The Justice Department described suspect Shakeri as an “IRGC asset living in Tehran.”

It says he immigrated to the US as a child and was deported around 2008 after serving 14 years in prison for theft.

“In recent months, Shakeri has used a network of criminal associates he met in prison in the US to supply the IRGC with operatives who can monitor and assassinate IRGC targets,” the department said.

It also says that Loadholt and Rivera, at Shakeri’s direction, spent months conducting surveillance on a U.S. citizen of Iranian descent who is an outspoken critic of Tehran and has been the target of multiple previous kidnapping and assassination plots.

She was not identified in court documents but appears to be dissident journalist Masih Alinejad.

A Revolutionary Guard general was charged by U.S. prosecutors in late October in connection with a separate plot to kill Alinejad, who lives in New York.

‘Money is not a problem’

According to the indictment against Shakeri, he allegedly revealed the plot to assassinate Trump in telephone conversations with FBI agents in recent months.

Shakeri conducted the conversations with the officers because he hoped to get a reduced sentence for a person imprisoned in the U.S., the report said.

Shakeri told the FBI that he was approached by an IRGC official in September about organizing Trump’s assassination.

He reportedly told the IRGC official that it would cost a “huge” amount of money, to which the official replied, “Money is not a problem.”

On October 7, Shakeri said he was asked to come up with a plan to kill Trump within seven days.

The IRGC official reportedly said that if Shakeri failed to come up with a plan within that time frame, the IRGC would try to kill Trump after the election because they estimated he would lose and that it would be easier to kill him after the elections.
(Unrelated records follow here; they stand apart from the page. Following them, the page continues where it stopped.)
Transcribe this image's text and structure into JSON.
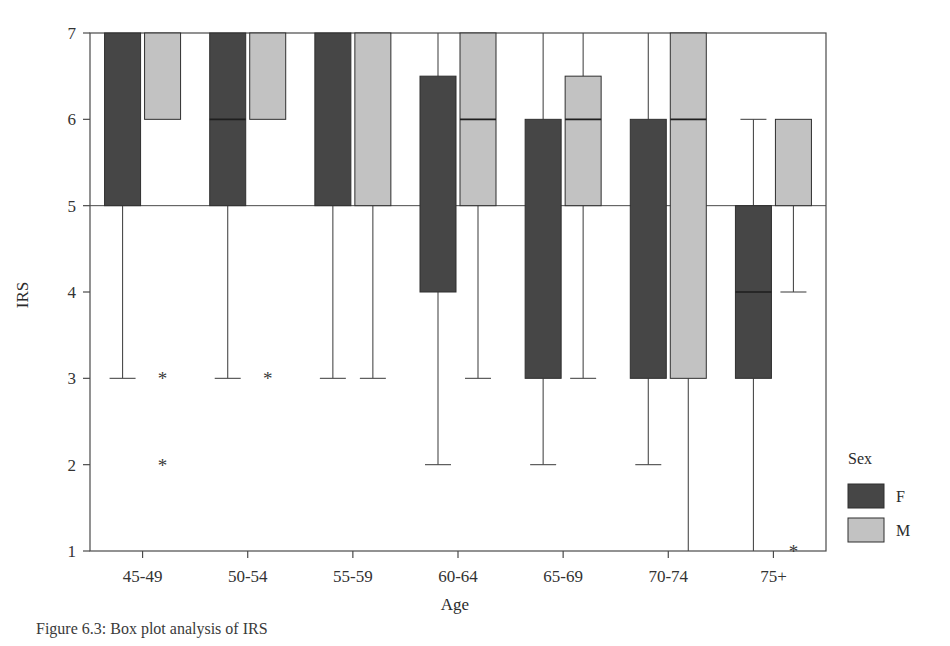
{
  "chart_data": {
    "type": "box",
    "title": "",
    "xlabel": "Age",
    "ylabel": "IRS",
    "categories": [
      "45-49",
      "50-54",
      "55-59",
      "60-64",
      "65-69",
      "70-74",
      "75+"
    ],
    "ylim": [
      1,
      7
    ],
    "yticks": [
      1,
      2,
      3,
      4,
      5,
      6,
      7
    ],
    "ytick_labels": [
      "1",
      "2",
      "3",
      "4",
      "5",
      "6",
      "7"
    ],
    "grid": false,
    "legend": {
      "title": "Sex",
      "position": "right",
      "entries": [
        {
          "label": "F",
          "color": "#464646"
        },
        {
          "label": "M",
          "color": "#c2c2c2"
        }
      ]
    },
    "series": [
      {
        "name": "F",
        "color": "#464646",
        "boxes": [
          {
            "category": "45-49",
            "q1": 5,
            "median": 7,
            "q3": 7,
            "whisker_low": 3,
            "whisker_high": 7,
            "outliers": []
          },
          {
            "category": "50-54",
            "q1": 5,
            "median": 6,
            "q3": 7,
            "whisker_low": 3,
            "whisker_high": 7,
            "outliers": []
          },
          {
            "category": "55-59",
            "q1": 5,
            "median": 7,
            "q3": 7,
            "whisker_low": 3,
            "whisker_high": 7,
            "outliers": []
          },
          {
            "category": "60-64",
            "q1": 4,
            "median": 6.5,
            "q3": 6.5,
            "whisker_low": 2,
            "whisker_high": 7,
            "outliers": []
          },
          {
            "category": "65-69",
            "q1": 3,
            "median": 6,
            "q3": 6,
            "whisker_low": 2,
            "whisker_high": 7,
            "outliers": []
          },
          {
            "category": "70-74",
            "q1": 3,
            "median": 6,
            "q3": 6,
            "whisker_low": 2,
            "whisker_high": 7,
            "outliers": []
          },
          {
            "category": "75+",
            "q1": 3,
            "median": 4,
            "q3": 5,
            "whisker_low": 1,
            "whisker_high": 6,
            "outliers": []
          }
        ]
      },
      {
        "name": "M",
        "color": "#c2c2c2",
        "boxes": [
          {
            "category": "45-49",
            "q1": 6,
            "median": 7,
            "q3": 7,
            "whisker_low": 6,
            "whisker_high": 7,
            "outliers": [
              3,
              2
            ]
          },
          {
            "category": "50-54",
            "q1": 6,
            "median": 7,
            "q3": 7,
            "whisker_low": 6,
            "whisker_high": 7,
            "outliers": [
              3
            ]
          },
          {
            "category": "55-59",
            "q1": 5,
            "median": 7,
            "q3": 7,
            "whisker_low": 3,
            "whisker_high": 7,
            "outliers": []
          },
          {
            "category": "60-64",
            "q1": 5,
            "median": 6,
            "q3": 7,
            "whisker_low": 3,
            "whisker_high": 7,
            "outliers": []
          },
          {
            "category": "65-69",
            "q1": 5,
            "median": 6,
            "q3": 6.5,
            "whisker_low": 3,
            "whisker_high": 7,
            "outliers": []
          },
          {
            "category": "70-74",
            "q1": 3,
            "median": 6,
            "q3": 7,
            "whisker_low": 1,
            "whisker_high": 7,
            "outliers": []
          },
          {
            "category": "75+",
            "q1": 5,
            "median": 6,
            "q3": 6,
            "whisker_low": 4,
            "whisker_high": 6,
            "outliers": [
              1
            ]
          }
        ]
      }
    ]
  },
  "axis": {
    "y_title": "IRS",
    "x_title": "Age"
  },
  "legend": {
    "title": "Sex",
    "f_label": "F",
    "m_label": "M"
  },
  "ticks": {
    "y": [
      "7",
      "6",
      "5",
      "4",
      "3",
      "2",
      "1"
    ],
    "x": [
      "45-49",
      "50-54",
      "55-59",
      "60-64",
      "65-69",
      "70-74",
      "75+"
    ]
  },
  "caption": {
    "text": "Figure 6.3:  Box plot analysis of IRS"
  },
  "colors": {
    "female": "#464646",
    "male": "#c2c2c2",
    "axis": "#4a4a4a",
    "background": "#ffffff"
  }
}
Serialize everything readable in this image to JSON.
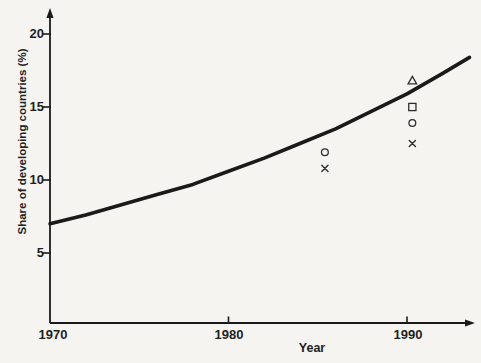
{
  "figure": {
    "background_color": "#f5f4f1",
    "ink_color": "#1a1a1a",
    "marker_color": "#2d2d2d"
  },
  "axes": {
    "x_label": "Year",
    "y_label": "Share of developing countries (%)",
    "x_tick_labels": [
      "1970",
      "1980",
      "1990"
    ],
    "y_tick_labels": [
      "20",
      "15",
      "10",
      "5"
    ]
  },
  "chart_data": {
    "type": "line",
    "title": "",
    "xlabel": "Year",
    "ylabel": "Share of developing countries (%)",
    "x_ticks": [
      1970,
      1980,
      1990
    ],
    "y_ticks": [
      5,
      10,
      15,
      20
    ],
    "xlim": [
      1970,
      1993.8
    ],
    "ylim": [
      0,
      21.5
    ],
    "grid": false,
    "legend": "none",
    "curve": {
      "name": "trend-curve",
      "style": "thick solid",
      "x": [
        1970,
        1972,
        1974,
        1976,
        1978,
        1980,
        1982,
        1984,
        1986,
        1988,
        1990,
        1992,
        1993.5
      ],
      "y": [
        7.0,
        7.6,
        8.3,
        9.0,
        9.7,
        10.6,
        11.5,
        12.5,
        13.5,
        14.7,
        15.9,
        17.3,
        18.4
      ]
    },
    "scatter_series": [
      {
        "name": "triangle-points",
        "marker": "triangle",
        "points": [
          [
            1990.3,
            16.8
          ]
        ]
      },
      {
        "name": "square-points",
        "marker": "square",
        "points": [
          [
            1990.3,
            15.0
          ]
        ]
      },
      {
        "name": "circle-points",
        "marker": "circle",
        "points": [
          [
            1985.4,
            11.9
          ],
          [
            1990.3,
            13.9
          ]
        ]
      },
      {
        "name": "x-points",
        "marker": "x",
        "points": [
          [
            1985.4,
            10.8
          ],
          [
            1990.3,
            12.5
          ]
        ]
      }
    ]
  }
}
US states have repeatedly accused Iran of seeking to assassinate US officials in retaliation for Soleimani’s killing. Tehran has rejected the accusations.

A Pakistani man with alleged ties to Iran pleaded not guilty in New York earlier this year to charges that he tried to hire a hitman to kill an American politician or official.

The State Department also announced a $20 million reward for information leading to the capture of the alleged Iranian mastermind behind a plot to assassinate former White House official John Bolton.